All kinds of people do all kinds of wicked things – from all parts of the country and of all ethnicities, but, as former Home Secretary, Sajid Javid and the current holder of that post, Priti Patel rightly maintain, that is neither a reason nor an excuse for failing to identify and punish paedophiles with common characteristics.

In Rochdale, for example, the evidence is clear – eight of the nine convicted were of Pakistani origin. Accusing elements of the Pakistani community of “burying their heads in the sand”, Mohammed Shafiq, chief executive of the Ramadhan Foundation, said such criminals were “bringing shame on our community”.

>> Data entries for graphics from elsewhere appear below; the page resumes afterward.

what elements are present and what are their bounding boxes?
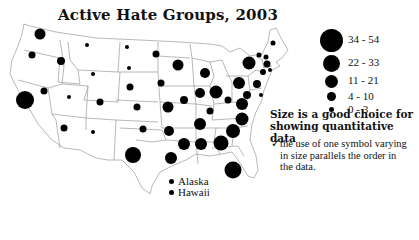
dot-oh [210, 86, 223, 99]
dot-tn [194, 118, 206, 130]
dot-nj [253, 80, 261, 88]
dot-ma [264, 61, 271, 68]
state-outlines [10, 24, 288, 194]
dot-wi [173, 60, 184, 71]
legend-label: 11 - 21 [348, 74, 379, 86]
dot-nh [264, 55, 269, 60]
hawaii-dot [169, 190, 174, 195]
dot-sc [226, 124, 240, 138]
legend-item: 22 - 33 [318, 54, 418, 74]
dot-al [195, 138, 207, 150]
dot-la [165, 152, 177, 164]
legend-label: 4 - 10 [348, 90, 374, 102]
legend-item: 11 - 21 [318, 74, 418, 90]
legend-item: 4 - 10 [318, 90, 418, 103]
checkmark-icon: ✓ [271, 138, 280, 150]
dot-ga [214, 136, 229, 151]
legend-dot-sm [327, 92, 336, 101]
dot-mn [153, 51, 160, 58]
dot-va [236, 98, 248, 110]
dot-id [57, 57, 65, 65]
dot-ok [140, 126, 147, 133]
inset-hawaii: Hawaii [168, 187, 210, 198]
dot-sd [127, 66, 131, 70]
dot-nv [41, 88, 48, 95]
dot-ny [243, 57, 256, 70]
dot-wy [91, 72, 95, 76]
dot-nc [236, 113, 249, 126]
dot-mt [85, 43, 89, 47]
dot-ms [178, 138, 190, 150]
legend-item: 34 - 54 [318, 28, 418, 54]
dot-ut [67, 95, 71, 99]
dot-mo [163, 102, 174, 113]
legend-label: 22 - 33 [348, 56, 379, 68]
dot-co [97, 99, 104, 106]
dot-ne [127, 84, 134, 91]
dot-ar [164, 126, 174, 136]
legend-dot-xl [320, 29, 343, 52]
note-line-1: the use of one symbol varying [280, 138, 407, 149]
dot-ia [158, 80, 165, 87]
dot-il [180, 96, 188, 104]
legend-label: 34 - 54 [348, 33, 379, 45]
dot-me [271, 41, 276, 46]
dot-wv [225, 97, 232, 104]
dot-mi [200, 68, 210, 78]
dot-az [61, 125, 68, 132]
size-legend: 34 - 54 22 - 33 11 - 21 4 - 10 0 - 3 [318, 28, 418, 116]
dot-ct [260, 69, 266, 75]
hawaii-label: Hawaii [178, 186, 210, 198]
dot-wa [35, 29, 46, 40]
note-body: ✓the use of one symbol varying in size p… [271, 138, 419, 173]
dot-ca [16, 91, 34, 109]
legend-dot-md [325, 75, 338, 88]
dot-ks [134, 104, 141, 111]
dot-vt [257, 53, 262, 58]
state-symbols [16, 29, 276, 179]
dot-or [29, 52, 36, 59]
dot-nm [91, 130, 95, 134]
dot-de [259, 93, 263, 97]
note-line-3: the data. [271, 161, 419, 173]
legend-dot-lg [323, 55, 340, 72]
dot-pa [233, 77, 245, 89]
dot-tx [125, 147, 141, 163]
dot-md [243, 91, 251, 99]
dot-in [195, 88, 205, 98]
dot-ri [268, 68, 272, 72]
note-line-2: in size parallels the order in [271, 150, 419, 162]
dot-nd [125, 45, 129, 49]
dot-fl [225, 162, 242, 179]
alaska-dot [169, 179, 174, 184]
inset-states: Alaska Hawaii [168, 176, 210, 198]
dot-ky [207, 108, 214, 115]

That Priti Patel has now insisted that research into the characteristics of grooming gangs will be published is bold and just.

It is high time that all in power follow her lead and deal in hard facts, not utopian fiction.

A common denominator in Oxford, Rochdale and Rotherham, was the use of taxis, used to pick up young girls from care homes and schools .

As the Minister of State for Transport, in 2018 I commissioned a report into taxi licensing with a view to putting safety first.

That report, which was conducted by Professor Mohammed Abdel-Haq on my behalf, looked at how taxis could be made safer, partly informed by the events in Rochdale, Rotherham and elsewhere.

It is imperative that the Government now look again at that report and put its recommendations in to law. To which end, speaking in the House of Commons, I urged Ministers to reconsider effective legislative proposals first proposed by my friend and Labour colleague, Daniel Zeichner MP.

Our nation must work urgently to ensure grooming gangs, whoever they may be, are relentlessly pursued and punished.

We owe that, as a matter of respect, to previous victims and as a matter of care to those who might suffer in the future.

We also owe it to the vast majority of our British Asian community who share my horror at what occurred. We owe it too to our shared conscience, for if we care enough, we must do enough to protect the vulnerable from harm.